The hope among sports executives is that the big streaming services, like Alphabet Inc.’s YouTube or Facebook Inc., which have more money than they know what to do with, would be eager to land pro and college games — and they would keep the rights prices sky high. But to judge from the sale of the Fox RSNs, this appears to be unlikely. Neither YouTube nor Facebook made a bid for the regional sports networks, and Amazon.com Inc. dropped out early in the process. Amazon is currently airing the NFL’s Thursday night package, but it’s paying only $50 million a season. Fox is paying around 10 times that to broadcast those same games.

Next year, both the NFL and the National Hockey League will have rights packages up for grabs. It’s not out of the question that Facebook or another big technology company will bid for the rights, but I don’t think that will happen. These companies were never built around sports, and they simply don’t need pro football to be successful. Assuming they don’t bid — and assuming cord-cutting continues at its current pace — the legacy networks will probably offer less than they have in the past.

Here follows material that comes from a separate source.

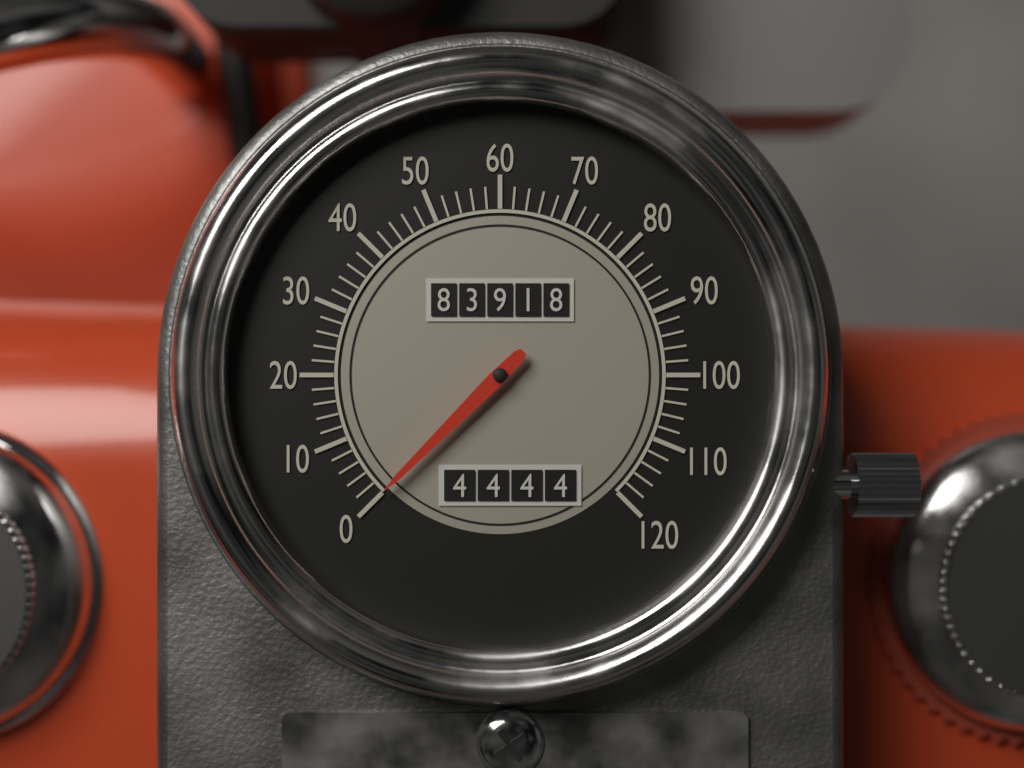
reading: 0 (no unit)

The modern economics of sports has been built on the notion that rights packages can only go in one direction: up. That’s why Steve Ballmer was willing to pay $2 billion to buy the Los Angeles Clippers, and why the New York Yankees are worth $4 billion, according to Forbes. It’s also why the Philadelphia Phillies were able to sign Bryce Harper to a 13-year, $330 million contract, while even a middling professional basketball player like the Indiana Pacers’ Wesley Matthews makes over $16 million a year.

How will owners react when their TV money starts to fall? How will general managers react when their payroll is reduced? How will players react when their contracts are smaller? I don’t know the answer, except for this: It won’t be pretty.

To contact the editor responsible for this story: Stacey Shick at sshick@bloomberg.net

This column does not necessarily reflect the opinion of the editorial board or Bloomberg LP and its owners.

Joe Nocera is a Bloomberg Opinion columnist covering business. He has written business columns for Esquire, GQ and the New York Times, and is the former editorial director of Fortune. He is co-author of “Indentured: The Inside Story of the Rebellion Against the NCAA.”